I am not sure if it is a bug or not, maybe I am doing something completely wrong.
Following basically the same steps as in this article from unity learn I got a simple plugin written in c++
to be correctly imported and executed from a unity project.
The C# side contains the following code:
public class NativePluginWrapper {
[DllImport("SomePlugin", CallingConvention = CallingConvention.Cdecl)]
public static extern int getSomeNumber();
}
...
// in some Start()
var result = NativePluginWrapper.getSomeNumber();
Debug.Log(result)
Where SomePlugin refers to a dll named SomePlugin.dll placed in Assets/Plugins which is compiled
from the following c++ code:
I’ve not had problems with new and native dll’s. so I can confirm they work. also typo in NativePlugin.h “void” instead of “int” getSomeNumber();
also another great resource is GitHub - Unity-Technologies/NativeRenderingPlugin: C++ Rendering Plugin example for Unity if going deeper with functionality of your plugin. (but anything with device context stuff, has to only be done on the rendering thread - so cannot call functions that use device context from c# directly) that tripped me up when I was learning to make unity plugin. just thought I’d mention that if ever needed.

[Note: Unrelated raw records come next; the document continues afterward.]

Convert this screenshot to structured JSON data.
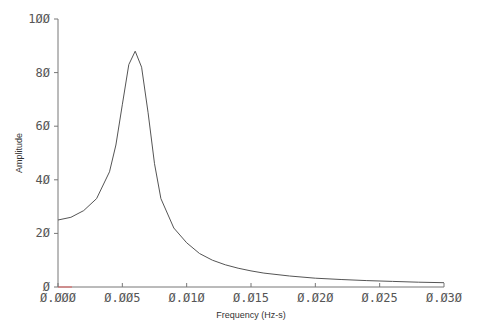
{
  "chart_data": {
    "type": "line",
    "title": "",
    "xlabel": "Frequency (Hz-s)",
    "ylabel": "Amplitude",
    "xlim": [
      0.0,
      0.03
    ],
    "ylim": [
      0,
      100
    ],
    "grid": false,
    "legend": null,
    "x_ticks": [
      "0.000",
      "0.005",
      "0.010",
      "0.015",
      "0.020",
      "0.025",
      "0.030"
    ],
    "y_ticks": [
      "0",
      "20",
      "40",
      "60",
      "80",
      "100"
    ],
    "series": [
      {
        "name": "Amplitude spectrum",
        "color": "#555555",
        "x": [
          0.0,
          0.001,
          0.002,
          0.003,
          0.004,
          0.0045,
          0.005,
          0.0055,
          0.006,
          0.0065,
          0.007,
          0.0075,
          0.008,
          0.009,
          0.01,
          0.011,
          0.012,
          0.013,
          0.014,
          0.015,
          0.016,
          0.018,
          0.02,
          0.022,
          0.024,
          0.026,
          0.028,
          0.03
        ],
        "values": [
          25,
          26,
          28.5,
          33,
          43,
          53,
          68,
          83,
          88,
          82,
          65,
          46,
          33,
          22,
          16.5,
          12.5,
          10,
          8.3,
          7,
          6,
          5.2,
          4.1,
          3.3,
          2.8,
          2.4,
          2.1,
          1.8,
          1.6
        ]
      }
    ]
  }
}
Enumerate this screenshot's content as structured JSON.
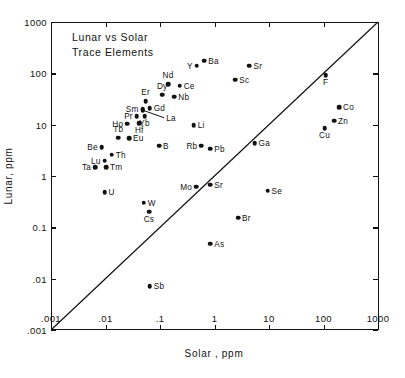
{
  "chart_data": {
    "type": "scatter",
    "title": "Lunar vs Solar Trace Elements",
    "title_lines": [
      "Lunar vs Solar",
      "Trace Elements"
    ],
    "xlabel": "Solar , ppm",
    "ylabel": "Lunar, ppm",
    "xscale": "log",
    "yscale": "log",
    "xlim": [
      0.001,
      1000
    ],
    "ylim": [
      0.001,
      1000
    ],
    "grid": false,
    "legend": "none",
    "xticklabels": [
      ".001",
      ".01",
      ".1",
      "1",
      "10",
      "100",
      "1000"
    ],
    "yticklabels": [
      ".001",
      ".01",
      "0.1",
      "1",
      "10",
      "100",
      "1000"
    ],
    "xtickvalues": [
      0.001,
      0.01,
      0.1,
      1,
      10,
      100,
      1000
    ],
    "ytickvalues": [
      0.001,
      0.01,
      0.1,
      1,
      10,
      100,
      1000
    ],
    "annotations": [
      {
        "name": "one-to-one-line",
        "type": "reference-line",
        "description": "1:1 diagonal line from (.001,.001) to (1000,1000)",
        "from": [
          0.001,
          0.001
        ],
        "to": [
          1000,
          1000
        ]
      },
      {
        "name": "la-leader-line",
        "type": "leader-line",
        "label": "La",
        "from_label_xy": [
          0.115,
          13.5
        ],
        "to_point_xy": [
          0.046,
          19.0
        ]
      }
    ],
    "points": [
      {
        "label": "Ba",
        "x": 0.62,
        "y": 175,
        "lpos": "right"
      },
      {
        "label": "Y",
        "x": 0.45,
        "y": 140,
        "lpos": "left"
      },
      {
        "label": "Sr",
        "x": 4.2,
        "y": 140,
        "lpos": "right"
      },
      {
        "label": "Sc",
        "x": 2.3,
        "y": 75,
        "lpos": "right"
      },
      {
        "label": "Nd",
        "x": 0.135,
        "y": 62,
        "lpos": "above"
      },
      {
        "label": "Ce",
        "x": 0.22,
        "y": 57,
        "lpos": "right"
      },
      {
        "label": "Dy",
        "x": 0.105,
        "y": 38,
        "lpos": "above"
      },
      {
        "label": "Nb",
        "x": 0.175,
        "y": 35,
        "lpos": "right"
      },
      {
        "label": "Er",
        "x": 0.052,
        "y": 29,
        "lpos": "above"
      },
      {
        "label": "Gd",
        "x": 0.062,
        "y": 21,
        "lpos": "right"
      },
      {
        "label": "Sm",
        "x": 0.046,
        "y": 20,
        "lpos": "left"
      },
      {
        "label": "Yb",
        "x": 0.05,
        "y": 14.5,
        "lpos": "below"
      },
      {
        "label": "Pr",
        "x": 0.036,
        "y": 14.5,
        "lpos": "left"
      },
      {
        "label": "La",
        "x": 0.046,
        "y": 19.0,
        "lpos": "none"
      },
      {
        "label": "Hf",
        "x": 0.04,
        "y": 10.8,
        "lpos": "below"
      },
      {
        "label": "Ho",
        "x": 0.024,
        "y": 10.5,
        "lpos": "left"
      },
      {
        "label": "Li",
        "x": 0.4,
        "y": 9.8,
        "lpos": "right"
      },
      {
        "label": "Tb",
        "x": 0.0165,
        "y": 5.6,
        "lpos": "above"
      },
      {
        "label": "Eu",
        "x": 0.026,
        "y": 5.4,
        "lpos": "right"
      },
      {
        "label": "Be",
        "x": 0.0082,
        "y": 3.6,
        "lpos": "left"
      },
      {
        "label": "B",
        "x": 0.092,
        "y": 3.9,
        "lpos": "right"
      },
      {
        "label": "Rb",
        "x": 0.55,
        "y": 3.9,
        "lpos": "left"
      },
      {
        "label": "Pb",
        "x": 0.8,
        "y": 3.4,
        "lpos": "right"
      },
      {
        "label": "Ga",
        "x": 5.2,
        "y": 4.3,
        "lpos": "right"
      },
      {
        "label": "Th",
        "x": 0.0125,
        "y": 2.6,
        "lpos": "right"
      },
      {
        "label": "Lu",
        "x": 0.0092,
        "y": 2.0,
        "lpos": "left"
      },
      {
        "label": "Tm",
        "x": 0.0098,
        "y": 1.5,
        "lpos": "right"
      },
      {
        "label": "Ta",
        "x": 0.0062,
        "y": 1.5,
        "lpos": "left"
      },
      {
        "label": "F",
        "x": 105,
        "y": 92,
        "lpos": "below"
      },
      {
        "label": "Co",
        "x": 185,
        "y": 22,
        "lpos": "right"
      },
      {
        "label": "Zn",
        "x": 150,
        "y": 12,
        "lpos": "right"
      },
      {
        "label": "Cu",
        "x": 100,
        "y": 8.6,
        "lpos": "below"
      },
      {
        "label": "Mo",
        "x": 0.44,
        "y": 0.62,
        "lpos": "left"
      },
      {
        "label": "Sr",
        "x": 0.8,
        "y": 0.68,
        "lpos": "right"
      },
      {
        "label": "Se",
        "x": 9.0,
        "y": 0.52,
        "lpos": "right"
      },
      {
        "label": "U",
        "x": 0.0092,
        "y": 0.48,
        "lpos": "right"
      },
      {
        "label": "W",
        "x": 0.048,
        "y": 0.3,
        "lpos": "right"
      },
      {
        "label": "Cs",
        "x": 0.06,
        "y": 0.2,
        "lpos": "below"
      },
      {
        "label": "Br",
        "x": 2.6,
        "y": 0.155,
        "lpos": "right"
      },
      {
        "label": "As",
        "x": 0.8,
        "y": 0.048,
        "lpos": "right"
      },
      {
        "label": "Sb",
        "x": 0.062,
        "y": 0.0072,
        "lpos": "right"
      }
    ]
  }
}
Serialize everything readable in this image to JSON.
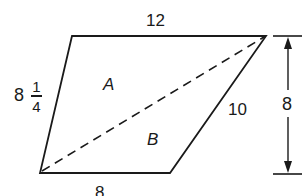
{
  "diagram": {
    "shape": "parallelogram-like quadrilateral split by diagonal into two triangles",
    "labels": {
      "top": "12",
      "left_whole": "8",
      "left_num": "1",
      "left_den": "4",
      "right_side": "10",
      "height": "8",
      "bottom": "8",
      "region_a": "A",
      "region_b": "B"
    },
    "vertices": {
      "top_left": [
        72,
        36
      ],
      "top_right": [
        266,
        36
      ],
      "bottom_right": [
        170,
        173
      ],
      "bottom_left": [
        40,
        173
      ]
    },
    "diagonal": "dashed from bottom-left to top-right",
    "height_dimension": "vertical double-arrow at right with extension ticks",
    "colors": {
      "line": "#1a1a1a",
      "background": "#ffffff"
    }
  }
}
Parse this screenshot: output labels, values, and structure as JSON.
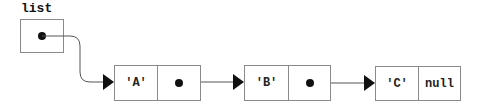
{
  "diagram": {
    "type": "linked-list",
    "head": {
      "label": "list"
    },
    "nodes": [
      {
        "value": "'A'",
        "next": "pointer"
      },
      {
        "value": "'B'",
        "next": "pointer"
      },
      {
        "value": "'C'",
        "next": "null"
      }
    ],
    "colors": {
      "border": "#8a8a8a",
      "arrow": "#111111",
      "text": "#222222"
    }
  }
}
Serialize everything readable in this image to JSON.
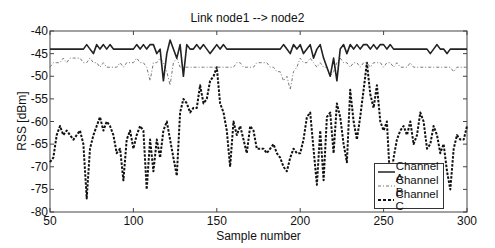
{
  "chart_data": {
    "type": "line",
    "title": "Link node1 --> node2",
    "xlabel": "Sample number",
    "ylabel": "RSS [dBm]",
    "xlim": [
      50,
      300
    ],
    "ylim": [
      -80,
      -40
    ],
    "xticks": [
      50,
      100,
      150,
      200,
      250,
      300
    ],
    "yticks": [
      -80,
      -75,
      -70,
      -65,
      -60,
      -55,
      -50,
      -45,
      -40
    ],
    "grid": false,
    "legend_position": "lower right",
    "x": [
      50,
      52,
      54,
      56,
      58,
      60,
      62,
      64,
      66,
      68,
      70,
      72,
      74,
      76,
      78,
      80,
      82,
      84,
      86,
      88,
      90,
      92,
      94,
      96,
      98,
      100,
      102,
      104,
      106,
      108,
      110,
      112,
      114,
      116,
      118,
      120,
      122,
      124,
      126,
      128,
      130,
      132,
      134,
      136,
      138,
      140,
      142,
      144,
      146,
      148,
      150,
      152,
      154,
      156,
      158,
      160,
      162,
      164,
      166,
      168,
      170,
      172,
      174,
      176,
      178,
      180,
      182,
      184,
      186,
      188,
      190,
      192,
      194,
      196,
      198,
      200,
      202,
      204,
      206,
      208,
      210,
      212,
      214,
      216,
      218,
      220,
      222,
      224,
      226,
      228,
      230,
      232,
      234,
      236,
      238,
      240,
      242,
      244,
      246,
      248,
      250,
      252,
      254,
      256,
      258,
      260,
      262,
      264,
      266,
      268,
      270,
      272,
      274,
      276,
      278,
      280,
      282,
      284,
      286,
      288,
      290,
      292,
      294,
      296,
      298,
      300
    ],
    "series": [
      {
        "name": "Channel A",
        "style": "solid",
        "values": [
          -44,
          -44,
          -44,
          -44,
          -44,
          -44,
          -44,
          -44,
          -44,
          -44,
          -44,
          -43,
          -44,
          -45,
          -43,
          -44,
          -43,
          -44,
          -43,
          -44,
          -44,
          -44,
          -44,
          -44,
          -44,
          -44,
          -43,
          -44,
          -43,
          -44,
          -43,
          -43,
          -45,
          -44,
          -51,
          -45,
          -42,
          -44,
          -46,
          -43,
          -50,
          -43,
          -44,
          -44,
          -43,
          -44,
          -43,
          -44,
          -45,
          -44,
          -43,
          -44,
          -43,
          -44,
          -44,
          -44,
          -44,
          -44,
          -44,
          -44,
          -44,
          -44,
          -44,
          -44,
          -44,
          -44,
          -44,
          -44,
          -44,
          -44,
          -43,
          -44,
          -45,
          -43,
          -44,
          -43,
          -45,
          -44,
          -43,
          -46,
          -44,
          -43,
          -46,
          -48,
          -50,
          -46,
          -51,
          -44,
          -43,
          -45,
          -43,
          -44,
          -43,
          -44,
          -43,
          -43,
          -44,
          -43,
          -44,
          -43,
          -43,
          -44,
          -43,
          -44,
          -44,
          -44,
          -44,
          -44,
          -44,
          -44,
          -44,
          -44,
          -44,
          -44,
          -45,
          -44,
          -43,
          -44,
          -44,
          -45,
          -44,
          -44,
          -44,
          -44,
          -44,
          -44
        ]
      },
      {
        "name": "Channel B",
        "style": "dash-dot",
        "values": [
          -48,
          -47,
          -47,
          -47,
          -46,
          -47,
          -46,
          -46,
          -46,
          -46,
          -47,
          -47,
          -46,
          -47,
          -47,
          -48,
          -47,
          -48,
          -48,
          -48,
          -48,
          -47,
          -48,
          -47,
          -47,
          -47,
          -46,
          -47,
          -47,
          -48,
          -51,
          -47,
          -47,
          -46,
          -47,
          -49,
          -52,
          -47,
          -46,
          -48,
          -48,
          -48,
          -48,
          -48,
          -48,
          -48,
          -48,
          -48,
          -48,
          -48,
          -48,
          -48,
          -48,
          -48,
          -48,
          -48,
          -47,
          -47,
          -48,
          -48,
          -48,
          -48,
          -47,
          -47,
          -47,
          -47,
          -48,
          -48,
          -49,
          -49,
          -51,
          -50,
          -53,
          -49,
          -48,
          -46,
          -47,
          -47,
          -46,
          -47,
          -48,
          -47,
          -48,
          -48,
          -50,
          -49,
          -47,
          -46,
          -47,
          -47,
          -48,
          -47,
          -47,
          -48,
          -47,
          -47,
          -48,
          -47,
          -47,
          -47,
          -48,
          -47,
          -47,
          -48,
          -47,
          -48,
          -48,
          -48,
          -47,
          -48,
          -48,
          -48,
          -48,
          -48,
          -48,
          -48,
          -48,
          -48,
          -48,
          -48,
          -48,
          -49,
          -48,
          -48,
          -48,
          -48
        ]
      },
      {
        "name": "Channel C",
        "style": "dashed",
        "values": [
          -69,
          -68,
          -63,
          -61,
          -63,
          -62,
          -63,
          -64,
          -63,
          -62,
          -65,
          -77,
          -66,
          -63,
          -61,
          -59,
          -62,
          -60,
          -61,
          -63,
          -67,
          -66,
          -73,
          -64,
          -62,
          -66,
          -63,
          -61,
          -62,
          -75,
          -64,
          -71,
          -64,
          -68,
          -62,
          -60,
          -64,
          -68,
          -72,
          -58,
          -55,
          -56,
          -58,
          -57,
          -57,
          -52,
          -56,
          -55,
          -51,
          -50,
          -48,
          -56,
          -58,
          -62,
          -70,
          -60,
          -63,
          -61,
          -64,
          -67,
          -61,
          -62,
          -66,
          -66,
          -66,
          -67,
          -66,
          -65,
          -67,
          -68,
          -70,
          -71,
          -68,
          -66,
          -67,
          -67,
          -64,
          -59,
          -58,
          -66,
          -74,
          -62,
          -73,
          -59,
          -58,
          -67,
          -56,
          -59,
          -65,
          -69,
          -53,
          -60,
          -64,
          -59,
          -53,
          -47,
          -54,
          -57,
          -52,
          -60,
          -62,
          -60,
          -74,
          -68,
          -64,
          -62,
          -61,
          -63,
          -60,
          -65,
          -63,
          -58,
          -60,
          -66,
          -65,
          -61,
          -63,
          -67,
          -65,
          -71,
          -75,
          -66,
          -63,
          -64,
          -64,
          -61
        ]
      }
    ]
  },
  "legend": {
    "items": [
      {
        "label": "Channel A"
      },
      {
        "label": "Channel B"
      },
      {
        "label": "Channel C"
      }
    ]
  }
}
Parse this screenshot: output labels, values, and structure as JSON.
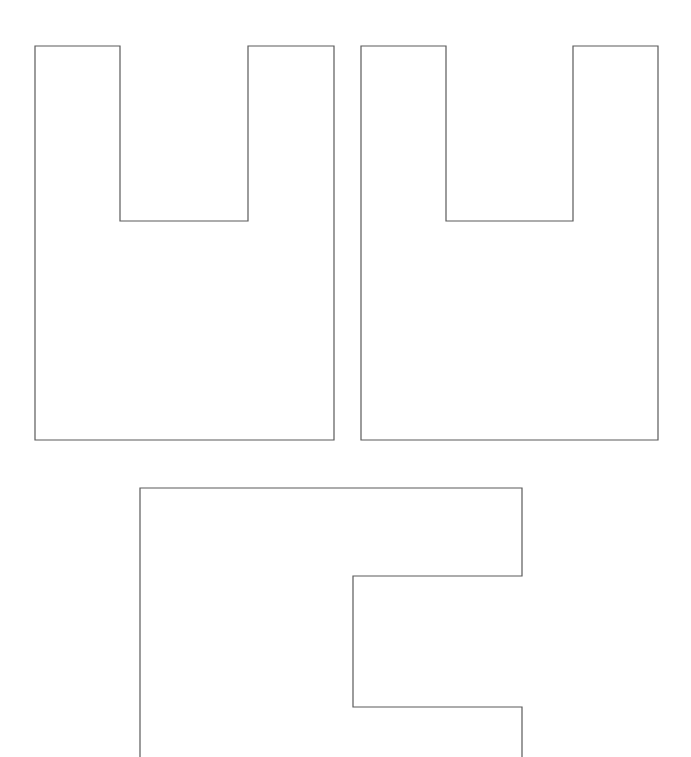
{
  "canvas": {
    "width": 691,
    "height": 757,
    "background": "#ffffff",
    "stroke_color": "#5a5a5a",
    "stroke_width": 1.2
  },
  "shapes": [
    {
      "id": "u-shape-left",
      "kind": "U-shaped outline",
      "points": [
        [
          35,
          46
        ],
        [
          120,
          46
        ],
        [
          120,
          221
        ],
        [
          248,
          221
        ],
        [
          248,
          46
        ],
        [
          334,
          46
        ],
        [
          334,
          440
        ],
        [
          35,
          440
        ]
      ],
      "closed": true
    },
    {
      "id": "u-shape-right",
      "kind": "U-shaped outline",
      "points": [
        [
          361,
          46
        ],
        [
          446,
          46
        ],
        [
          446,
          221
        ],
        [
          573,
          221
        ],
        [
          573,
          46
        ],
        [
          658,
          46
        ],
        [
          658,
          440
        ],
        [
          361,
          440
        ]
      ],
      "closed": true
    },
    {
      "id": "e-shape-bottom",
      "kind": "E-shaped outline (cut off at bottom)",
      "points": [
        [
          140,
          757
        ],
        [
          140,
          488
        ],
        [
          522,
          488
        ],
        [
          522,
          576
        ],
        [
          353,
          576
        ],
        [
          353,
          707
        ],
        [
          522,
          707
        ],
        [
          522,
          757
        ]
      ],
      "closed": false
    }
  ]
}
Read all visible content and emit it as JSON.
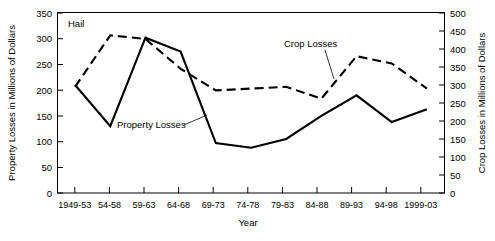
{
  "chart_data": {
    "type": "line",
    "title": "Hail",
    "xlabel": "Year",
    "ylabel": "Property Losses in Millions of Dollars",
    "y2label": "Crop Losses in Millions of Dollars",
    "categories": [
      "1949-53",
      "54-58",
      "59-63",
      "64-68",
      "69-73",
      "74-78",
      "79-83",
      "84-88",
      "89-93",
      "94-98",
      "1999-03"
    ],
    "ylim": [
      0,
      350
    ],
    "yticks": [
      0,
      50,
      100,
      150,
      200,
      250,
      300,
      350
    ],
    "y2lim": [
      0,
      500
    ],
    "y2ticks": [
      0,
      50,
      100,
      150,
      200,
      250,
      300,
      350,
      400,
      450,
      500
    ],
    "grid": false,
    "legend_position": "inline-annotations",
    "series": [
      {
        "name": "Property Losses",
        "axis": "left",
        "style": "solid",
        "color": "#000000",
        "values": [
          210,
          130,
          302,
          275,
          97,
          88,
          105,
          150,
          190,
          138,
          163
        ]
      },
      {
        "name": "Crop Losses",
        "axis": "right",
        "style": "dashed",
        "color": "#000000",
        "values": [
          295,
          438,
          428,
          345,
          285,
          290,
          295,
          262,
          380,
          360,
          290
        ]
      }
    ],
    "annotations": [
      {
        "label": "Hail",
        "kind": "plot-title-inset"
      },
      {
        "label": "Property Losses",
        "kind": "series-callout",
        "series": "Property Losses"
      },
      {
        "label": "Crop Losses",
        "kind": "series-callout",
        "series": "Crop Losses"
      }
    ]
  }
}
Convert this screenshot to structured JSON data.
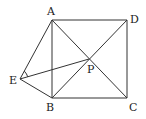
{
  "figure": {
    "points": {
      "A": {
        "label": "A",
        "x": 52,
        "y": 20
      },
      "B": {
        "label": "B",
        "x": 52,
        "y": 98
      },
      "C": {
        "label": "C",
        "x": 127,
        "y": 98
      },
      "D": {
        "label": "D",
        "x": 127,
        "y": 20
      },
      "P": {
        "label": "P",
        "x": 89,
        "y": 59
      },
      "E": {
        "label": "E",
        "x": 20,
        "y": 79
      }
    },
    "segments": [
      "AB",
      "BC",
      "CD",
      "DA",
      "AC",
      "BD",
      "EA",
      "EB",
      "EP"
    ],
    "angle_marks": [
      "AEP"
    ]
  }
}
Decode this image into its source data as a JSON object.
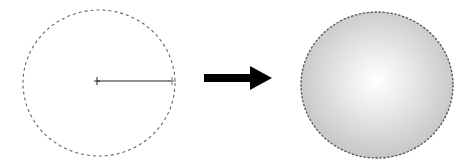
{
  "diagram": {
    "steps": [
      {
        "id": "before",
        "label": "Elliptical selection with gradient drag line",
        "selection": "marching-ants ellipse",
        "drag_line": "center to right edge",
        "fill": "none"
      },
      {
        "id": "transition",
        "label": "arrow",
        "icon": "right-arrow-icon"
      },
      {
        "id": "after",
        "label": "Radial gradient fill",
        "selection": "marching-ants ellipse",
        "fill": "radial-gradient",
        "gradient_colors": {
          "center": "#ffffff",
          "edge": "#c4c4c4"
        }
      }
    ],
    "colors": {
      "selection_outline": "#555555",
      "drag_line": "#222222",
      "arrow": "#000000"
    }
  }
}
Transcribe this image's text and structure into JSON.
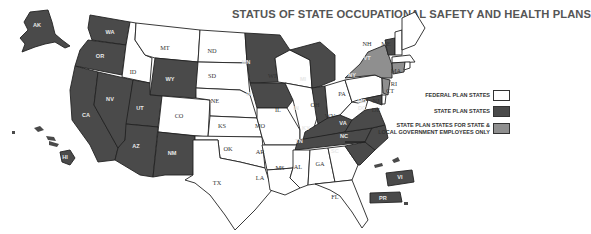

I use malloc/free all over the place… are you able to hit those instead?
Is it your calling convention? Did you try stdcall? I’ve never bothered specifying calling convention in my interops for any of the Unity targets. But then again I’ve never called new in my native C / C++ either… all my stuff is C.
Thank you for the resources. To your first point, I just made a copy paste error in my initial post, I corrected it.
I have found an other example of working / non working pair:
working:
extern "C" {
int getSomeNumber() {
auto *vec = new std::vector<int>();
vec->push_back(20200);
return (*vec)[0];
}
}
Changing the return type to int* and returning &(*vec)[0] instead makes the dll fail to load.
I read about the calling convention in some stack overflow post and just tried it out, but the default produces the same error.
I would really like to find a way to debug the runtime itself to check what exactly is causing the dll load to fail…
no prob, thought so but thought Id mention it). if return type is int* getSomeNumber() then I think you would need unsafe on the c# side. If I have time today will have look and see if I can replicate.
side note: one strange thing I noticed with the project I linked to above was I could only use extern c in one .h file. as it would only export symbols for function in that .h file. might be a unity specific thing with that rendering project thought I would mention that too.